Master of the Senate. Robert Caro. Caro’s Johnson is epic, larger than life,  great in his flaws, endlessly fascinating.  Just as the other great Johnson in literature was defined by the genius of his biographer, Boswell; so Lyndon Johnson will be remembered through the ages by this masterpiece of biography. This, the third volume in his story, takes us through the years in the Senate. It is as much a history of that great institution as it is of Johnson’s life. It is the winner of the Pulitzer Prize in History for 2002. Also read the equally spellbinding first two volumesThe Path to Power and Means of Ascent.

 Hotel Honolulu.  Paul Theroux. This is a funny, mesmerizing and touching collection of related stories about Hawaii.  The author has  created a character, a composite of himself and his imagination.  The stories all center around a somewhat long at the tooth hotel off Waikiki Beach.  Guests come and go. All  seek a kind of paradise, but inevitably bring their own flawed existences with them.  

 War and Peace. Leo Tolstoy.  This is arguably (unarguably) the greatest novel ever written. Tolstoy’s epic of Russia during the Napoleanic Wars contains both grand historical sweep and minute psychological detail. The characters are so real and so compelling that they practically walk off the pages. It is both profound and accessible. When you have finished, read Tolstoy’s no less magnificent novel, Anna Karenina.

 The Name of the Rose.  Umberto Eco. The English friar, William of Baskerville (his name, a pun on the Conan Doyle tale), is called to a monastery to employ his mastery of Aristotelian logic to solve a number of perplexing murders.  The brothers in the monastery represent the entire range of medieval thought. This book is a brilliant novel of ideas, a profound recreation of an historical epoch,  and a superb who-dunnit.

 Death Comes for the Archbishop. Willa Cather.  This enduring masterpiece is Willa Cather’s greatest achievement. It is the story of the French cleric Father Latour, who is sent to convert the American Southwest to Catholicism. He eventually becomes Archbishop of Santa Fe. With elegant simplicity of prose, we follow the life of Father Latour for 40 years, during which time he struggles with derelict priests, a beautiful but forbidding land, and his own loneliness.
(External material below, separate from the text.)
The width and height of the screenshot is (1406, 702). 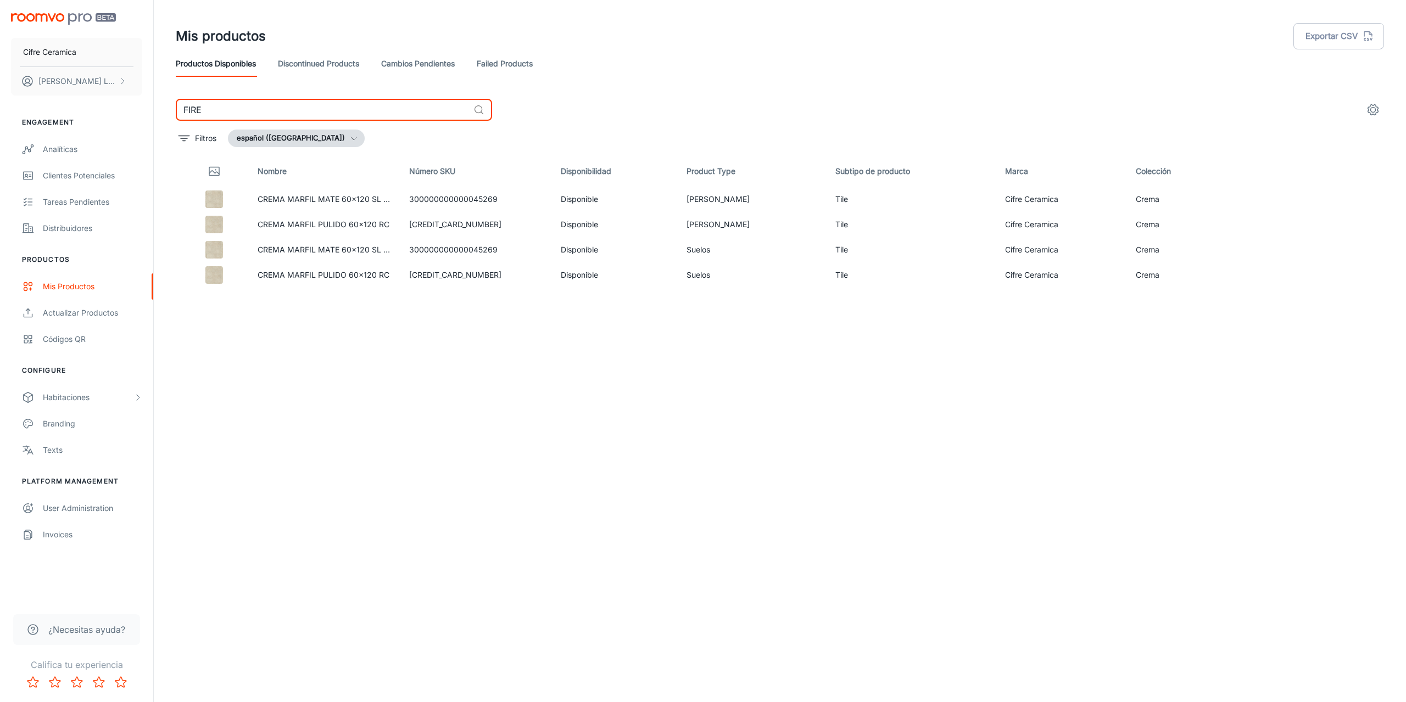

 .A History of Warfare. John Keegan.  In this time of war, we all seek to comprehend how the activity of war, which is at once so horrifying, can yet be so embedded in the human condition.  The world’s preeminent military historian has written a masterpiece.  There are no long and boring descriptions of battle tactics and no indecipherable maps with black and white squares.  Instead, Keegan examines the role of warfare in all cultures from stone age to atomic age.  He shows that the history of warfare is really the history of human nature’s darkest side. This book is an eloquent and absorbing work of cultural history.

 A Thousand Acres. Jane Smiley. This book, the winner of the Pulitzer Prize for Literature of 1992, is Jane Smiley’s greatest work. It is the retelling of the King Lear legend transposed to a contemporary American family farm and told from the point of view of one of the older sisters. Smiley interweaves mythic themes with issues of family dysfunction. Throughout we are dazzled by the work of a master literary realist.

 Wuthering Heights. Emily Bronte.  Is this literatures greatest love story? I think so. It is the tragic tale of timeless love between Cathy and the magnificent and mysterious Heathcliff.  It is written with beautiful descriptive language of the moors on which the action takes place.   The story builds slowly in momentum and volume of emotion until it reaches the climactic doom  of Heathcliff. Be sure to keep some hankies at your side.

 Gone to Soldier., Marge Percy.  Marge Piercy has written a sweeping epic of the Second World War. It is not a blood and guts battle saga, but more a tale of the other war, the men and women who were not on the front lines but on the assembly lines, the food lines, and behind enemy lines.The Second World War gave birth to our own age. No book has demonstrated this so well as Gone To Soldiers.